Among a handful of coaches who responded to queries about having to wear helmets, only Baylor’s Gene Etter favored such a rule.

Etter, though, saw up close what a batted ball can do. He was on the field during batting practice while playing years ago for the Chicago Cubs minor league team in Wenatchee, Wash., when a teenager who had been taking throws from the outfield behind the pitcher’s mound was struck in the neck.

“The batter hit a line drive,” Etter recalled. “The kid walked off the field. I talked to him. An ambulance took him to the hospital, and we got the word about 20 minutes later that he was dead.

“I saw a segment on ESPN on the coaches wearing helmets. I thought it was strange that the coach who was killed was hit in the neck and the helmets they are wearing do not protect that area. To me it would have made more sense to have made a rule that the coaches must wear a neck guard or a helmet with a neck guard.”

In almost 40 years of coaching, Etter has been hit twice, he said — once in the back after he turned away from a line drive. He also hit the ground as a line drive zoomed toward his head.

“I collapsed just in time to avoid it. It must have been funny — the opposing coaches really laughed,” he said.

The pros use wood bats; high school and college teams use aluminum. A study by Dr. Daniel Russell that’s available at kettering.edu shows that balls travel from 70 to 101 mph off wood bats and 70-108 mph off aluminum bats.

Spokesperson Stacey Osburn told the Harrisonburg (Va.) Daily News Record that the NCAA has no plans for a rule to make coaches wear helmets.

“We do not have that helmet mandate, and I’m not aware at this point of any discussions so far,” she said.

“History would tell you that if colleges go to it, high schools probably will,” Menees said.

Relatively young Ringgold coach Brent Tucker said he has never been hit and wouldn’t want to wear a helmet.

“I believe some choices should be left up to the individual.

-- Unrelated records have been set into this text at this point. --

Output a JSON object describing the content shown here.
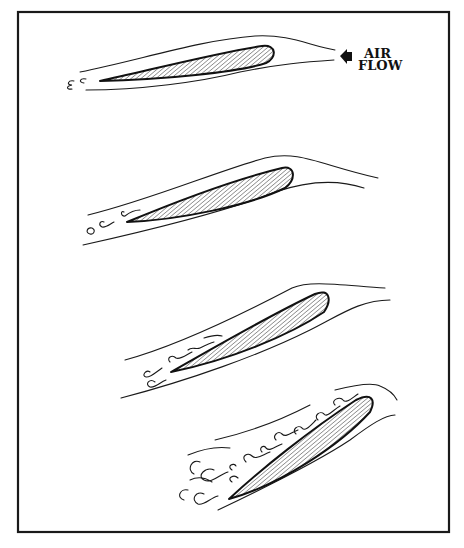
{
  "diagram": {
    "title": "",
    "labels": {
      "airflow_line1": "AIR",
      "airflow_line2": "FLOW"
    },
    "icons": {
      "airflow_arrow": "arrow-left-icon"
    },
    "colors": {
      "ink": "#111111",
      "background": "#ffffff",
      "hatch": "#333333"
    },
    "panels": [
      {
        "id": "airfoil-1",
        "description": "Low angle of attack, smooth streamline flow, minimal wake"
      },
      {
        "id": "airfoil-2",
        "description": "Increased angle of attack, small eddies forming at trailing edge"
      },
      {
        "id": "airfoil-3",
        "description": "Higher angle of attack, turbulence spreading along upper surface"
      },
      {
        "id": "airfoil-4",
        "description": "Stall: flow separated, heavy turbulence over upper surface"
      }
    ]
  }
}
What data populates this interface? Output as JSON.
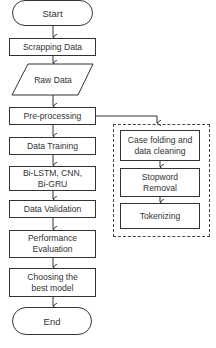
{
  "flowchart": {
    "main": {
      "start": "Start",
      "scrapping": "Scrapping Data",
      "raw_data": "Raw Data",
      "preprocessing": "Pre-processing",
      "training": "Data Training",
      "models": "Bi-LSTM, CNN, Bi-GRU",
      "validation": "Data Validation",
      "evaluation": "Performance Evaluation",
      "choosing": "Choosing the best model",
      "end": "End"
    },
    "preprocessing_steps": {
      "case_folding": "Case folding and data cleaning",
      "stopword": "Stopword Removal",
      "tokenizing": "Tokenizing"
    }
  },
  "colors": {
    "stroke": "#333333",
    "background": "#ffffff"
  }
}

If I felt unsafe, I would wear one,” Tucker said.

“I have been hit a couple of times in the ankle,” said Grace Academy coach Ruston Pierce. “I don’t recall any time the ball was close to my head. As coaches, we assume the risk that comes with standing in coaching boxes. Generally speaking, once the ball is pitched we should be watching the hitter anyway.

“As far as the major leagues, if I was standing 90 feet from (Cardinals slugger) Albert Pujols, I would probably put on full catching gear. It isn’t comparable (to high school).”

While they aren’t resigned to wearing helmets, some coaches including Soddy-Daisy’s Steve Garland believe such a rule isn’t too far away.

“It’s only a matter of time,” he said. “I also foresee wood bats at all levels. Athletes continue to get bigger and stronger, while coaches get older and slower. I wouldn’t mind wearing a helmet. I might feel like a dork at the beginning, but we would all look like dorks together.

“But let’s be honest. Those of us fortunate enough to get paid to coach high school baseball — it could be a lot worse. I’d still love coaching if they told me to wear a clown suit.”